Today, Christie’s will offer the first two works to appear at auction by Khadija Saye, the young artist who died in the Grenfell Tower fire in west London last year. Profits from the sale will go towards setting up the Khadija Saye IntoArts Programme, an arts education scheme that will launch in early 2019, run by IntoUniversity, a UK charity that provides learning centres for young people from disadvantaged backgrounds and which nurtured Saye’s interest in photography.
Nak Bejjen (2017), an wet collodion tintype, is one of the six works that were exhibited in the Diaspora Pavilion at the Venice Biennale last year; the remaining three from the series Dwelling: in this space we breathe were destroyed in Grenfell. Consigned by the artist’s estate, it is estimated at £10,000 to £15,000.
The second lot, estimated at £7,000 to £10,000, is a portfolio box of nine silkscreen prints of the entire Dwelling series. “Khadija had taken scans of the tintypes that were destroyed, which we were able to recover, so we have made the silkscreens from them,” says the artist Nicola Green, who organised the Diaspora Pavilion and employed Saye as a studio assistant after meeting her in 2014. Produced in collaboration with Jealous Gallery and Saye’s estate, the remaining 49 portfolio boxes from the series will be available for sale later this year or in early 2019 through a gallery that has yet to be announced.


• _Problem description_: Please retype the listing below word for word and exclude its images.

• _Data under study_:
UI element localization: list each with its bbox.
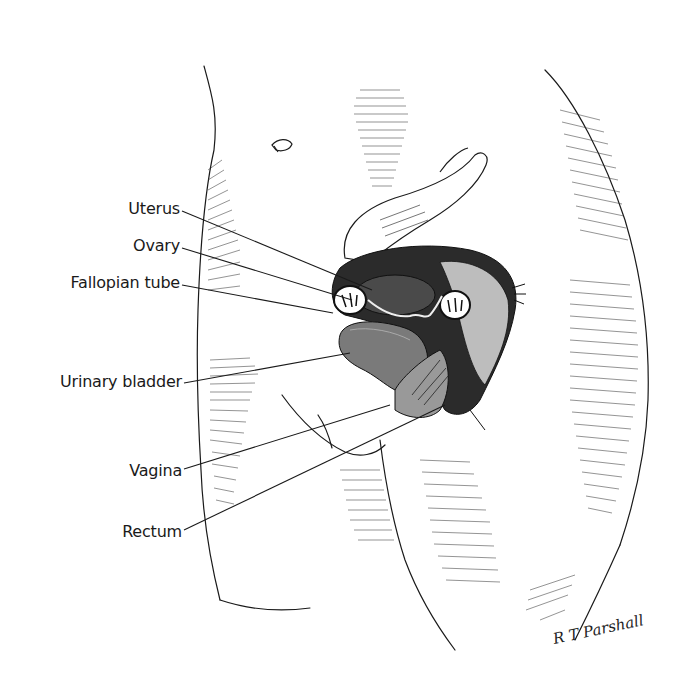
label-ovary: Ovary: [133, 236, 180, 255]
label-rectum: Rectum: [122, 522, 182, 541]
label-urinary-bladder: Urinary bladder: [60, 372, 182, 391]
left-ovary: [334, 286, 366, 314]
leader-urinary-bladder: [184, 353, 350, 383]
retracting-hand: [344, 148, 487, 262]
label-fallopian-tube: Fallopian tube: [71, 273, 180, 292]
leader-rectum: [184, 405, 445, 530]
navel: [272, 140, 292, 152]
leader-vagina: [184, 405, 390, 469]
label-uterus: Uterus: [128, 199, 180, 218]
anatomical-drawing: [0, 0, 685, 677]
leader-fallopian-tube: [182, 285, 333, 313]
leader-ovary: [182, 248, 352, 300]
pelvic-organs: [332, 246, 526, 430]
label-vagina: Vagina: [129, 461, 182, 480]
uterus: [355, 275, 435, 315]
leader-uterus: [182, 211, 372, 290]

• _Solution_:
UI element localization: list each with its bbox.
label-ovary: Ovary: [133, 236, 180, 255]
label-rectum: Rectum: [122, 522, 182, 541]
label-urinary-bladder: Urinary bladder: [60, 372, 182, 391]
left-ovary: [334, 286, 366, 314]
leader-urinary-bladder: [184, 353, 350, 383]
retracting-hand: [344, 148, 487, 262]
label-fallopian-tube: Fallopian tube: [71, 273, 180, 292]
leader-rectum: [184, 405, 445, 530]
navel: [272, 140, 292, 152]
leader-vagina: [184, 405, 390, 469]
label-uterus: Uterus: [128, 199, 180, 218]
anatomical-drawing: [0, 0, 685, 677]
leader-fallopian-tube: [182, 285, 333, 313]
leader-ovary: [182, 248, 352, 300]
pelvic-organs: [332, 246, 526, 430]
label-vagina: Vagina: [129, 461, 182, 480]
uterus: [355, 275, 435, 315]
leader-uterus: [182, 211, 372, 290]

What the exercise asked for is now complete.